By Robin Emmott
BRUSSELS (Reuters) – The European Union imposed sanctions on Russian private military contractor Wagner Group on Monday as well as on eight individuals and three other energy companies in Syria, accusing the group of clandestine operations on the Kremlin’s behalf.
“The Wagner Group is responsible for serious human rights abuses in Ukraine, Syria, Libya, the Central African Republic, Sudan and Mozambique,” the EU said in its official journal, listing torture and extrajudicial executions.
Russia denies any wrongdoing. President Vladimir Putin has said private military contractors have the right to work and pursue their interests anywhere in the world as long as they do not break Russian law. Putin has said the Wagner Group neither represented the Russia state nor was paid by it.
The travel bans and asset freezes – designed to limit any governments from working with the Wagner Group – are unlikely to have a big impact in Moscow, but they mark a further hardening of EU foreign policy towards Russia, diplomats said.
The listings in the EU’s official journal also accuse Russia of its links with Wagner for the first time publicly in detail.
The EU blacklisted Dimitriy Utkin, a former military intelligence (GRU) officer, saying he was the founder of Wagner and responsible for “coordinating and planning operations for the deployment of Wagner Group mercenaries in Ukraine”.
Valery Zakharov, security counsellor to the president of Central African Republic, is the lone Russian public figure on the list. The EU accused him of orchestrating the murder of three Russian reporters who were investigating the Wagner Group in 2018. Zakharov has denied any knowledge of the company, any links to it, or any wrongdoing.
Three of those sanctioned – Andrey Troshev, Andrey Bogatov and Alexander Kuznetsov – are Wagner commanders who were received by Putin at a Kremlin event and posed with him for a picture published by Russian news outlet Fontanka in 2017.
Reuters was unable to reach the Wagner Group or any of the individuals or entities listed for comment.
‘PUTIN’S COOK’
Two others, Denis Kharitonov and Sergey Shcherbakov, were part of a group of alleged Wagner mercenaries who were briefly detained in Belarus last year and sent back to Russia, according to Belarus state news agency Belta.
The EU also said that Kharitonov had fought for Russia in eastern Ukraine, “personally shot down a Ukrainian helicopter” in the region and “received the Russian Federation’s Order of Merit for the Fatherland”.
Three Russian-based entities linked to the Wagner Group that the EU said were involved in oil and gas production in Syria were also hit with sanctions. One, Evro Polis LLC, is considered by Western officials to be a legal cover for the Wagner Group in Syria, where Russia has intervened since 2015 in the civil war.
The sanctions follow an EU travel ban and asset freeze in October 2020 on one-time Russian caterer Yevgeny Prigozhin, dubbed “Putin’s cook” for his close links to the Kremlin, who the bloc said had close ties to the Wagner Group. Evro Polis is a company linked to Prigozhin, Western officials have said.
“The Wagner Group is financed by Yevgeny Prigozhin,” the EU said on Monday in its official journal.
Prigozhin denied any such links in a statement on Friday.
Separately, the EU adopted on Monday a sanctions regime relating to Mali, although no names were added. Reuters reported in September that Mali’s military junta was in discussions about deploying the Wagner Group in Mali, which France says is not acceptable because it has its own troops in the region.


### Exercise description:
From the entries below, copy every line holding the word "arrowhead".

[Source data]
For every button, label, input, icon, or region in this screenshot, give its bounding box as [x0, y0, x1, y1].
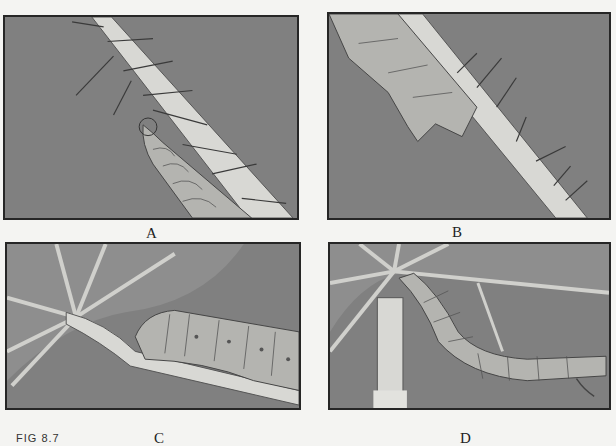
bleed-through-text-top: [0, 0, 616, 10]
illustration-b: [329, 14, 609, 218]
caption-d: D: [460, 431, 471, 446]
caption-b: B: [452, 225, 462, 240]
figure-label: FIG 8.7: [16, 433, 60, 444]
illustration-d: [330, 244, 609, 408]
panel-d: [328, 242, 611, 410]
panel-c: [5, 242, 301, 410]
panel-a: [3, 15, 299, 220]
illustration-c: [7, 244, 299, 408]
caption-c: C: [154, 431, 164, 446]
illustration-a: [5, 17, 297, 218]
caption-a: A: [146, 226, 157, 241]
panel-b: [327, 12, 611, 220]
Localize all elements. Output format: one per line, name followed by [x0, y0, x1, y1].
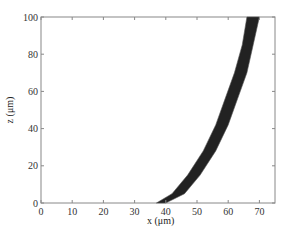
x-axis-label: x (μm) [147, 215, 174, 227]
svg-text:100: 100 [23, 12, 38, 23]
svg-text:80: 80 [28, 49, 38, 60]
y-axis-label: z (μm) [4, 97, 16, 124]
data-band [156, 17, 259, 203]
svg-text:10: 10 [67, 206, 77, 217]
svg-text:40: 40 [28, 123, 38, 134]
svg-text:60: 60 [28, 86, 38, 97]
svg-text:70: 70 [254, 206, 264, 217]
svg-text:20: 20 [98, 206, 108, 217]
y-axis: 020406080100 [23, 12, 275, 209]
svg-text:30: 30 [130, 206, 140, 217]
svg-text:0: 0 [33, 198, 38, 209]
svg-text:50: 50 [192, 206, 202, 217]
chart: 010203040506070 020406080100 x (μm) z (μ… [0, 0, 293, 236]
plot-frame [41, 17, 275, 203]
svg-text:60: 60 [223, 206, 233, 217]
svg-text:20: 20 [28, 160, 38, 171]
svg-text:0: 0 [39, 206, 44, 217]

...

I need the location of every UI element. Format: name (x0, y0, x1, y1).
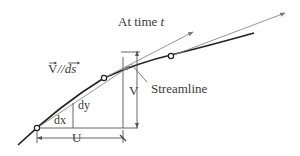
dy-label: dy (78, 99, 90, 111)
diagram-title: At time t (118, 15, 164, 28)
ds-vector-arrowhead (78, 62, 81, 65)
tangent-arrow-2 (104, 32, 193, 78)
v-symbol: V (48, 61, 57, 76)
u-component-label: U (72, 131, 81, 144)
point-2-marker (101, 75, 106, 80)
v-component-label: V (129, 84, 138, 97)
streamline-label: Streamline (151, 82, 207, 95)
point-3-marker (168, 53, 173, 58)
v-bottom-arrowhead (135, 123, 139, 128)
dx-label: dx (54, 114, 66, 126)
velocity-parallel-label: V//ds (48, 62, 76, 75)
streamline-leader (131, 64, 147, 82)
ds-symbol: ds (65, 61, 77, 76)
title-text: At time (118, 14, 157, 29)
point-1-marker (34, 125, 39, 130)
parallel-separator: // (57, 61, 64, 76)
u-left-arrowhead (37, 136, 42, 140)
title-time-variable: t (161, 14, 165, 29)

### Problem solution:
ds-vector-arrowhead (78, 62, 81, 65)
v-bottom-arrowhead (135, 123, 139, 128)
u-left-arrowhead (37, 136, 42, 140)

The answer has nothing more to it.